I was an adult when I became an American. My husband and I forced a whole new world and culture show more on our children. There were times we wondered if family and friends would forgive us. But for Deirdre, the change is even bigger, and forgiveness can be hard to find. Doctors might easily offer a nose-job to woman who wants to change her face, but when a man wants plastic surgery to seem more womanly, the psychiatrists have to be called, and sometimes even lawyers. After expensive legal procedures (oh yes, we had those to become American) and stays in mental wards (we had none of those, but we did have to be physically examined to prove we were healthy), Deirdre finally embarks on a long series of operations. Insurance won’t pay, claiming she’s either ill, but not treatable, or mad and shouldn’t be treated. Complaining that “gender crossing is not a psychosis, and there is no medical evidence that it is...” Deirdre finally concludes “Identity is both made and not made,” while making for herself a very human, very normal new identity.

As an economist, Deirdre is well-established, multiply published, very observant and very learned. One thing I particularly enjoyed about this book was her recognition of differences between male and female points of view of economics in relationships. “People have two ways, exchange and identity. Men can grasp only exchange,” she says, illustrating her point with a lovely scene where a wife recites who gave her each ornament in the collection around her house. To a man they’re just items of property; to a woman they stand in for the friends who gave them.
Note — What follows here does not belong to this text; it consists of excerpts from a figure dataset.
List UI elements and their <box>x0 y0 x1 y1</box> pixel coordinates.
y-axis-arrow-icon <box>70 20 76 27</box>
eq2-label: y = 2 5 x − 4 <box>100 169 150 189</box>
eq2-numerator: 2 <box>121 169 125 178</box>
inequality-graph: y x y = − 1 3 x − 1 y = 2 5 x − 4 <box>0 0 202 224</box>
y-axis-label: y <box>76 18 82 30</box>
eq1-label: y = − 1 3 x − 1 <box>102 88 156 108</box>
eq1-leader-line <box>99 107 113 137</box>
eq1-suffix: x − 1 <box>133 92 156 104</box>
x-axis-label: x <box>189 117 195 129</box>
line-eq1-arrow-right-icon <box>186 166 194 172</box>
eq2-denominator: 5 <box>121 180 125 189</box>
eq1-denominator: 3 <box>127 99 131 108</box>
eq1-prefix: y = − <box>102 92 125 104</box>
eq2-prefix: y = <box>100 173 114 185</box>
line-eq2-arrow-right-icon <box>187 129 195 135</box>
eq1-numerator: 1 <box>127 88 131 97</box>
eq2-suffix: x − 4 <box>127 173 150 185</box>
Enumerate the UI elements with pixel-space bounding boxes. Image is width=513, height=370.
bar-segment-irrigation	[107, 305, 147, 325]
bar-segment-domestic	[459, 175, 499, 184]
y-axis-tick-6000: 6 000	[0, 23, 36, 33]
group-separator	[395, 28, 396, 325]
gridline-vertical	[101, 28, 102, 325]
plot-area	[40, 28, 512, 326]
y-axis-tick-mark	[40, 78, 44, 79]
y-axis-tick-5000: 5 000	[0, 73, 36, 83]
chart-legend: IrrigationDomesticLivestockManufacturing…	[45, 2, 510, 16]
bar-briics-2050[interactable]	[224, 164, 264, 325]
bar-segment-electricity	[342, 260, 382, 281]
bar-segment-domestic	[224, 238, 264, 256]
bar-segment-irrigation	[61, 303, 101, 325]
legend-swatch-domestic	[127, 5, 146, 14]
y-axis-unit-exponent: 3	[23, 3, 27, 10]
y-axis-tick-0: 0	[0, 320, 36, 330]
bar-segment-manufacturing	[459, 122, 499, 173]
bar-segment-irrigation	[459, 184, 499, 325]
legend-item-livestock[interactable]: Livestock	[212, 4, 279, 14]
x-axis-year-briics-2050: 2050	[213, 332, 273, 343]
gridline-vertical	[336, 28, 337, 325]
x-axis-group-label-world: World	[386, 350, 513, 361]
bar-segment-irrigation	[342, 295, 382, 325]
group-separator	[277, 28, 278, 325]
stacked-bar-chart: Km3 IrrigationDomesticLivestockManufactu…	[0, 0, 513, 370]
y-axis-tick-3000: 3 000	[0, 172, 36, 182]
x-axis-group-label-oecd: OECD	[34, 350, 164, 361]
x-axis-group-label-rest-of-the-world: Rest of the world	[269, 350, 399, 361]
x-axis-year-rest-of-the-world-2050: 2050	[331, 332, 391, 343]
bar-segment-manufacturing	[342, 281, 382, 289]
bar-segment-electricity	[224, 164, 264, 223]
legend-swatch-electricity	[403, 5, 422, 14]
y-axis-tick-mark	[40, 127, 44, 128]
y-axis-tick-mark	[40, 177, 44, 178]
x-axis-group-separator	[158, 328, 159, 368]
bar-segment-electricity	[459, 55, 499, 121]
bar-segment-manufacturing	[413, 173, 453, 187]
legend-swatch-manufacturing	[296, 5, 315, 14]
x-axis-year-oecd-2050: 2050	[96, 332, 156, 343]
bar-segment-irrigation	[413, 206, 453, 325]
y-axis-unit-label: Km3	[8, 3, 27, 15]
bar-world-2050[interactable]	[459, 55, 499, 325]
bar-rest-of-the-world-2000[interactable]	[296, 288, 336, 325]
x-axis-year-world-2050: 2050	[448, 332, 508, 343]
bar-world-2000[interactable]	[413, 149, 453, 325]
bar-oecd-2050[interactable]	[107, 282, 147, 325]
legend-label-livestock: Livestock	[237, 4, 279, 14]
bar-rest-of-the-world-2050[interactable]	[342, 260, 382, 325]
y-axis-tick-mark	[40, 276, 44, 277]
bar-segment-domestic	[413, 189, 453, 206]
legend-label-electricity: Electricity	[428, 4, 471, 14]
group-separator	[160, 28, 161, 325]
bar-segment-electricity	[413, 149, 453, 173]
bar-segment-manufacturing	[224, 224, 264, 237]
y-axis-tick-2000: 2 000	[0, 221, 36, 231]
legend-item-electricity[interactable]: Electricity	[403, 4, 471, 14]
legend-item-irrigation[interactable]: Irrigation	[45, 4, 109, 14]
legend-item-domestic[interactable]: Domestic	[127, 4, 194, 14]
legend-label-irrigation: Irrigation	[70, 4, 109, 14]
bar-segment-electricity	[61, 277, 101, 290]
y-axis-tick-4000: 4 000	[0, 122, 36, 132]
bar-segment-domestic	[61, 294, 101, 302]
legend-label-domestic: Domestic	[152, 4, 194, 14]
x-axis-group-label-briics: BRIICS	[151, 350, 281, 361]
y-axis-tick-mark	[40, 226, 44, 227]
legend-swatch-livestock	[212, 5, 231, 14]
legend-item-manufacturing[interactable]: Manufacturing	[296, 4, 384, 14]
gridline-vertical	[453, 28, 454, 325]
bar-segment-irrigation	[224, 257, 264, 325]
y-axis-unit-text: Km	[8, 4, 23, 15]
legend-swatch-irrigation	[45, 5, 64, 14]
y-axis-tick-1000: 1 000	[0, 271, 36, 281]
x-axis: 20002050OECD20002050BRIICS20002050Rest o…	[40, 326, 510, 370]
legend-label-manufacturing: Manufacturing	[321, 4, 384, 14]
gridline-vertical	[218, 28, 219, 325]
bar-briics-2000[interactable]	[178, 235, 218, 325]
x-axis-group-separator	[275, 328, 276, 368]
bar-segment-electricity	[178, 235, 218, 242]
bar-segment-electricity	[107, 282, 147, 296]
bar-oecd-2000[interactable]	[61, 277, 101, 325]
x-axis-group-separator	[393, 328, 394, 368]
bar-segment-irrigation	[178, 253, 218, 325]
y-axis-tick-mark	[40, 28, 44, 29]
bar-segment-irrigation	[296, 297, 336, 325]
The biggest surprise for me in this book was the author’s faith. I wasn’t expecting to see a connection drawn between finding gender and finding religion, though “rebirth” certainly makes sense in both realms. Faith does too; when he couldn’t imagine continuing as he was, Donald had the faith (and the money) to embark on his journey to Deirdre. While some readers might find it hard to imagine why, and some people of faith might find it hard to accept, Deirdre’s advice to “try to think of Jesus as a God of love” is wisely given and well-taken.

A fascinating, absorbing memoir, Crossing invites us to examine who we are, and how much we care for our neighbor, in the light of someone who learned who s/he was not.

Disclosure: I was lucky enough to get a free ecopy of this book.